Clearly, however, depicting Black Pete is no innocent business. The figure has a dual ancestry as both servant to and antagonist of the Saint.
In many parts of Europe, Nicholas is accompanied by an anti-Saint or devil, making sure that both reward and punishment remain on the minds of their audiences. Sometimes, this devil carries a chain as a sign of his final submission to the power of good.
The chain returns gruesomely in the more recent tradition, beginning in the nineteenth century, that portrays Pete as an African man in the service of a European saint. Although dark servants in the Netherlands were not technically enslaved, slavery did very much exist in the overseas territories of the Dutch empire. It is this history that most activists point to as being silenced by the uncritical acceptance of Pete in his existing shape.
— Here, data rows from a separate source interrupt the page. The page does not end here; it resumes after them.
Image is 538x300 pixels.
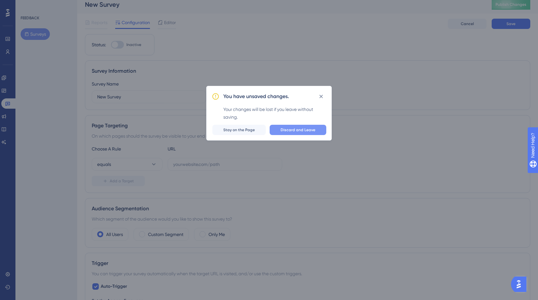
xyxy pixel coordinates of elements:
div: Your changes will be lost if you leave without saving. [223,106,327,121]
span: Need Help? [15,2,40,9]
h2: You have unsaved changes. [223,93,289,100]
span: Stay on the Page [223,128,255,133]
span: Discard and Leave [281,128,316,133]
iframe: UserGuiding AI Assistant Launcher [511,275,531,294]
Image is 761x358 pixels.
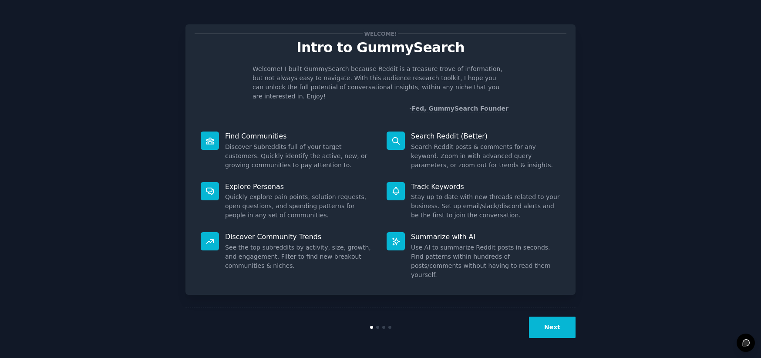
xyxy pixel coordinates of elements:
[225,232,374,241] p: Discover Community Trends
[411,182,560,191] p: Track Keywords
[529,316,575,338] button: Next
[411,243,560,279] dd: Use AI to summarize Reddit posts in seconds. Find patterns within hundreds of posts/comments with...
[363,29,398,38] span: Welcome!
[195,40,566,55] p: Intro to GummySearch
[411,232,560,241] p: Summarize with AI
[411,131,560,141] p: Search Reddit (Better)
[225,192,374,220] dd: Quickly explore pain points, solution requests, open questions, and spending patterns for people ...
[252,64,508,101] p: Welcome! I built GummySearch because Reddit is a treasure trove of information, but not always ea...
[225,182,374,191] p: Explore Personas
[411,105,508,112] a: Fed, GummySearch Founder
[225,142,374,170] dd: Discover Subreddits full of your target customers. Quickly identify the active, new, or growing c...
[411,192,560,220] dd: Stay up to date with new threads related to your business. Set up email/slack/discord alerts and ...
[411,142,560,170] dd: Search Reddit posts & comments for any keyword. Zoom in with advanced query parameters, or zoom o...
[409,104,508,113] div: -
[225,131,374,141] p: Find Communities
[225,243,374,270] dd: See the top subreddits by activity, size, growth, and engagement. Filter to find new breakout com...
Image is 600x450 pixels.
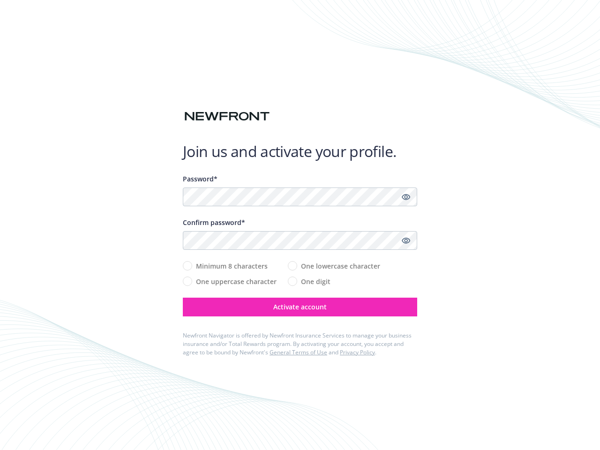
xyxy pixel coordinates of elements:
span: One digit [301,277,331,286]
a: Show password [400,191,412,203]
input: Enter a unique password... [183,188,417,206]
span: One lowercase character [301,261,380,271]
span: Password* [183,174,218,183]
a: Privacy Policy [340,348,375,356]
div: Newfront Navigator is offered by Newfront Insurance Services to manage your business insurance an... [183,331,417,357]
img: Newfront logo [183,108,271,125]
span: Confirm password* [183,218,245,227]
button: Activate account [183,298,417,316]
a: General Terms of Use [270,348,327,356]
h1: Join us and activate your profile. [183,142,417,161]
span: Minimum 8 characters [196,261,268,271]
input: Confirm your unique password... [183,231,417,250]
a: Show password [400,235,412,246]
span: One uppercase character [196,277,277,286]
span: Activate account [273,302,327,311]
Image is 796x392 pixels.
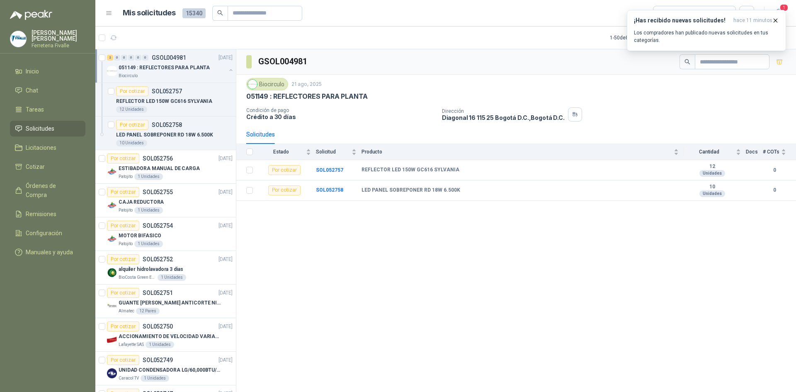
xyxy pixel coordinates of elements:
[683,149,734,155] span: Cantidad
[95,318,236,351] a: Por cotizarSOL052750[DATE] Company LogoACCIONAMIENTO DE VELOCIDAD VARIABLELafayette SAS1 Unidades
[26,86,38,95] span: Chat
[246,92,368,101] p: 051149 : REFLECTORES PARA PLANTA
[10,206,85,222] a: Remisiones
[683,163,741,170] b: 12
[152,55,186,61] p: GSOL004981
[10,10,52,20] img: Logo peakr
[10,225,85,241] a: Configuración
[771,6,786,21] button: 1
[107,200,117,210] img: Company Logo
[107,55,113,61] div: 2
[218,255,232,263] p: [DATE]
[119,307,134,314] p: Almatec
[658,9,675,18] div: Todas
[128,55,134,61] div: 0
[26,143,56,152] span: Licitaciones
[119,207,133,213] p: Patojito
[107,187,139,197] div: Por cotizar
[10,63,85,79] a: Inicio
[316,167,343,173] b: SOL052757
[218,289,232,297] p: [DATE]
[119,173,133,180] p: Patojito
[218,222,232,230] p: [DATE]
[361,167,459,173] b: REFLECTOR LED 150W GC616 SYLVANIA
[683,144,746,160] th: Cantidad
[746,144,763,160] th: Docs
[107,234,117,244] img: Company Logo
[135,55,141,61] div: 0
[116,106,147,113] div: 12 Unidades
[143,357,173,363] p: SOL052749
[119,274,156,281] p: BioCosta Green Energy S.A.S
[95,150,236,184] a: Por cotizarSOL052756[DATE] Company LogoESTIBADORA MANUAL DE CARGAPatojito1 Unidades
[107,301,117,311] img: Company Logo
[627,10,786,51] button: ¡Has recibido nuevas solicitudes!hace 11 minutos Los compradores han publicado nuevas solicitudes...
[31,30,85,41] p: [PERSON_NAME] [PERSON_NAME]
[119,64,210,72] p: 051149 : REFLECTORES PARA PLANTA
[119,232,161,240] p: MOTOR BIFASICO
[140,375,169,381] div: 1 Unidades
[316,187,343,193] a: SOL052758
[248,80,257,89] img: Company Logo
[157,274,186,281] div: 1 Unidades
[116,131,213,139] p: LED PANEL SOBREPONER RD 18W 6.500K
[107,66,117,76] img: Company Logo
[182,8,206,18] span: 15340
[95,251,236,284] a: Por cotizarSOL052752[DATE] Company Logoalquiler hidrolavadora 3 diasBioCosta Green Energy S.A.S1 ...
[26,162,45,171] span: Cotizar
[10,121,85,136] a: Solicitudes
[699,170,725,177] div: Unidades
[258,144,316,160] th: Estado
[143,189,173,195] p: SOL052755
[119,198,164,206] p: CAJA REDUCTORA
[442,114,564,121] p: Diagonal 16 115 25 Bogotá D.C. , Bogotá D.C.
[95,351,236,385] a: Por cotizarSOL052749[DATE] Company LogoUNIDAD CONDENSADORA LG/60,000BTU/220V/R410A: ICaracol TV1 ...
[119,73,138,79] p: Biocirculo
[121,55,127,61] div: 0
[143,155,173,161] p: SOL052756
[107,53,234,79] a: 2 0 0 0 0 0 GSOL004981[DATE] Company Logo051149 : REFLECTORES PARA PLANTABiocirculo
[119,299,222,307] p: GUANTE [PERSON_NAME] ANTICORTE NIV 5 TALLA L
[107,288,139,298] div: Por cotizar
[107,153,139,163] div: Por cotizar
[116,97,212,105] p: REFLECTOR LED 150W GC616 SYLVANIA
[218,188,232,196] p: [DATE]
[246,130,275,139] div: Solicitudes
[95,116,236,150] a: Por cotizarSOL052758LED PANEL SOBREPONER RD 18W 6.500K10 Unidades
[683,184,741,190] b: 10
[123,7,176,19] h1: Mis solicitudes
[442,108,564,114] p: Dirección
[145,341,174,348] div: 1 Unidades
[119,375,139,381] p: Caracol TV
[95,217,236,251] a: Por cotizarSOL052754[DATE] Company LogoMOTOR BIFASICOPatojito1 Unidades
[763,144,796,160] th: # COTs
[95,184,236,217] a: Por cotizarSOL052755[DATE] Company LogoCAJA REDUCTORAPatojito1 Unidades
[316,144,361,160] th: Solicitud
[119,165,200,172] p: ESTIBADORA MANUAL DE CARGA
[763,166,786,174] b: 0
[218,322,232,330] p: [DATE]
[152,88,182,94] p: SOL052757
[119,240,133,247] p: Patojito
[134,207,163,213] div: 1 Unidades
[634,17,730,24] h3: ¡Has recibido nuevas solicitudes!
[107,267,117,277] img: Company Logo
[218,356,232,364] p: [DATE]
[218,54,232,62] p: [DATE]
[119,332,222,340] p: ACCIONAMIENTO DE VELOCIDAD VARIABLE
[26,67,39,76] span: Inicio
[246,78,288,90] div: Biocirculo
[291,80,322,88] p: 21 ago, 2025
[26,228,62,237] span: Configuración
[107,334,117,344] img: Company Logo
[316,149,350,155] span: Solicitud
[95,284,236,318] a: Por cotizarSOL052751[DATE] Company LogoGUANTE [PERSON_NAME] ANTICORTE NIV 5 TALLA LAlmatec12 Pares
[119,341,144,348] p: Lafayette SAS
[218,155,232,162] p: [DATE]
[95,83,236,116] a: Por cotizarSOL052757REFLECTOR LED 150W GC616 SYLVANIA12 Unidades
[258,149,304,155] span: Estado
[116,86,148,96] div: Por cotizar
[610,31,663,44] div: 1 - 50 de 8264
[134,240,163,247] div: 1 Unidades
This shape is of course that of the ‘Sambo’. Whereas nineteenth-century depictions of Pete still show a ‘neutral’ man of African descent, in the twentieth century Pete merged with the international Sambo caricature, including red lips, golden earrings, and silly behaviour. The endurance of this figure always comes as a shock to Americans or Brits who thought of the Netherlands as a fair and open country. Anti-racism activists in the Netherlands have made grateful use of this cultural disjunction between the anglophone and the germanic world (blacking up also occurs in countries such as Belgium, Germany and Austria) by confronting their compatriots with the judgment of international experts, or even the British vox pop.
This approach, coupled with demonstrations and judicial action, seems to be having effect. Although there have been protests since the 1960s, these were never picked up by mainstream media or in national politics on the scale we are seeing now. This year, an unprecedented number of Dutch intellectuals and celebrities spoke out against the stereotype; national politicians have taken a stance; and sellers of seasonal sweets and decorations have deemed it wise to change their marketing strategy.
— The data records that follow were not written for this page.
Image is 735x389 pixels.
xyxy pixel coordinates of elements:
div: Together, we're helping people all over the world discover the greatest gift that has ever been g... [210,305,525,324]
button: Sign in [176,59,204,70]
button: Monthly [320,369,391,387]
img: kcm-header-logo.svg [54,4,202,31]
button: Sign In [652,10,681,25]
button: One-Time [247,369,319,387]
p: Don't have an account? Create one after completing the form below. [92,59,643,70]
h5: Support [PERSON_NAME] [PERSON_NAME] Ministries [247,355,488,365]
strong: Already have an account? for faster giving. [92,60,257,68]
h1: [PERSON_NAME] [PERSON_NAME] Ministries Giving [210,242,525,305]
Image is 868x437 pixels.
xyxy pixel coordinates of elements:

So why has Pete been able to mask as innocent for so long? Apart from the associations with childhood and friendship mentioned above, at least two factors play a role. Lacking a civil rights movement like the one in the US, including subsequent educational reforms, the Dutch have not learnt to recognise the racist Sambo character.
But various academic studies have noted a second factor: the cherished Dutch self-image of being an open and fair society. A large part of the Dutch public as well as the political establishment, including initially prime minister Mark Rutte, has responded to the criticism with outright denial. They refuse to let their fond memories be tinged with the hateful epithet of racism. Anger at ‘accusations’ of racism has been running so high that riot police had to be on stand-by for this year’s opening of the festive season.
A final note on where this tradition may be going. Because much of the critique has been focusing on blackface in the narrowest sense, there is now a tendency to erase representations of Pete as a brown-skinned man altogether – so not just (belittling) representations by pink actors. In children’s books, for instance, Pete is increasingly pale, and a large Dutch internet company has even completely eliminated Pete from its adverts, now only showing the old white saint.
These steps run the danger of replacing a racism of ridicule by a racism of marginalisation. Surely, it is not Pete’s colour which is racist, but the servile and subhuman features of Nicholas’s ‘cheerful little help’ that existing depictions have associated with that colour for so long.
This winter in racist Europe, I encountered a popular representation of a dark-skinned man, not as a slave or servant, but as King.
More on the ancestry of Black Pete can be found in Allison Blakely’s standard work Blacks in the Dutch World: The Evolution of Racial Imagery in a Modern Society (Bloomington, 1993).